As the boys started up the stairs, the men fell behind and lowered their voices. “How do you like that!” Jerry declared. “Russ Parker is in with these characters.”
“I can hardly believe it,” Sandy said miserably. “Anyhow, at least I know Dad is okay—so far,” he amended.
“No conversation, please,” Kruger ordered sharply.
“Parker, you sneak,” Sandy said bitterly, “you won’t get away with this. The authorities know my dad and his friends are missing. And when we don’t show back at the airfield there’ll be even more search planes combing this area.”
The pilot began to laugh. “No one knows your father and the others are missing. No one at all. By now the hotel has received a telegram from Skagway saying that Professor Crowell and his party returned there on urgent business and that someone will pick up their luggage and pay their hotel bill.”
Sandy was confused. “But—but what about the people at the airport? You said there were search planes out looking for the missing plane.”
“There is no missing plane. Yesterday morning four men rented a plane. Last evening the plane returned—with four men. There was another crew on duty at the airport. They couldn’t suspect that the passengers were four different men.”
Kruger seemed to enjoy the boys’ discomfort. “By the time the American authorities discover that any of you are missing you will be well out of reach in Siberia.”
“Across that narrow stretch of water we were talking about,” Parker taunted them. “The Bering Strait.”
The man with the gun took them through a series of tunnels that slanted up steeply through the mountainside. The ascent was severe, and every ten minutes or so they would stop to rest. When they emerged into the open again, Sandy saw that they were at the site of the main diggings. The terrain was pockmarked with shafts and tunnels. Rusty train tracks disappeared into the gloomy mine tunnels, and abandoned dump cars tilted up through the snow drifts about the entrances. Far below, the main building of the Kennecott mine squatted at the foot of the mountain; from this perspective it reminded Sandy of a miniature cardboard house sitting on a floor of cotton beneath a Christmas tree. They followed a path around a bend to the mouth of a huge tunnel. To one side of it a flaking, rusted cable car rocked gently from a metal cable that was equally rusted. It scraped and screeched monotonously at the slightest gust of wind.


■ **Work instructions**: Below is a block of entries; repeat exactly the lines starting at the line that contains "Isolate <item>jeans</item> in the image." and ending at the line that contains "Find and bound", both included.

■ **Source material**:
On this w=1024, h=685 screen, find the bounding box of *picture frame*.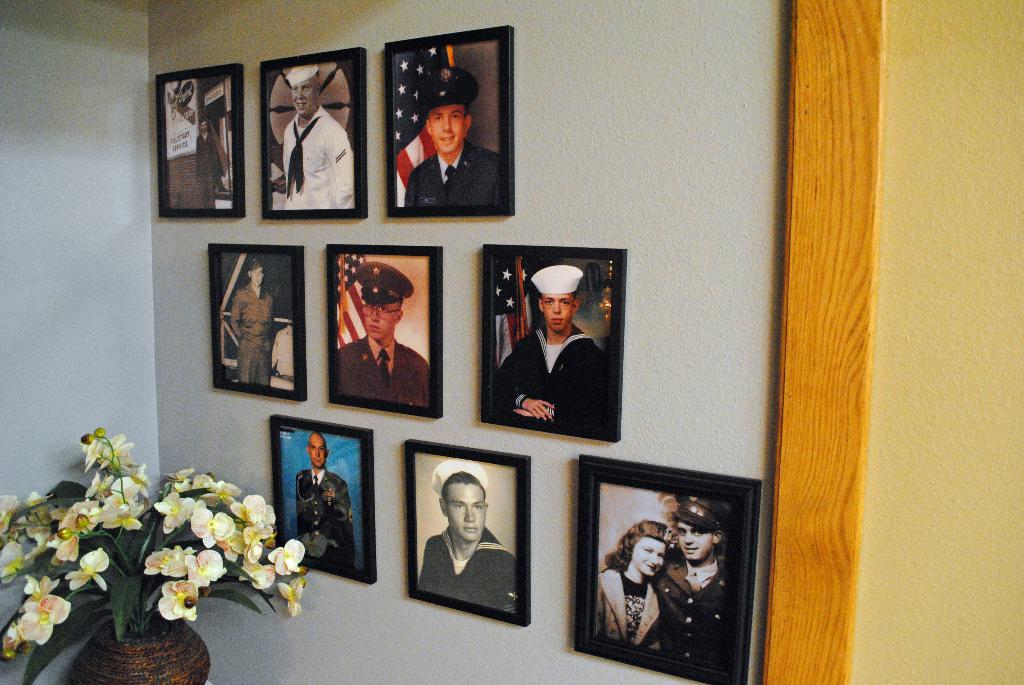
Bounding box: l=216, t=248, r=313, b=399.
==
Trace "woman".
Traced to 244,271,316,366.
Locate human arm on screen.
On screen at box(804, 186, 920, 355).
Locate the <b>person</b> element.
...
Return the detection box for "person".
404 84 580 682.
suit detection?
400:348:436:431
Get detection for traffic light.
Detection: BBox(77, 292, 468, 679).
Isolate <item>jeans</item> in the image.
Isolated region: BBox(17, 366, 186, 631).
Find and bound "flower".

■ **Output for this exercise**:
Isolate <item>jeans</item> in the image.
Isolated region: BBox(17, 366, 186, 631).
Find and bound "flower".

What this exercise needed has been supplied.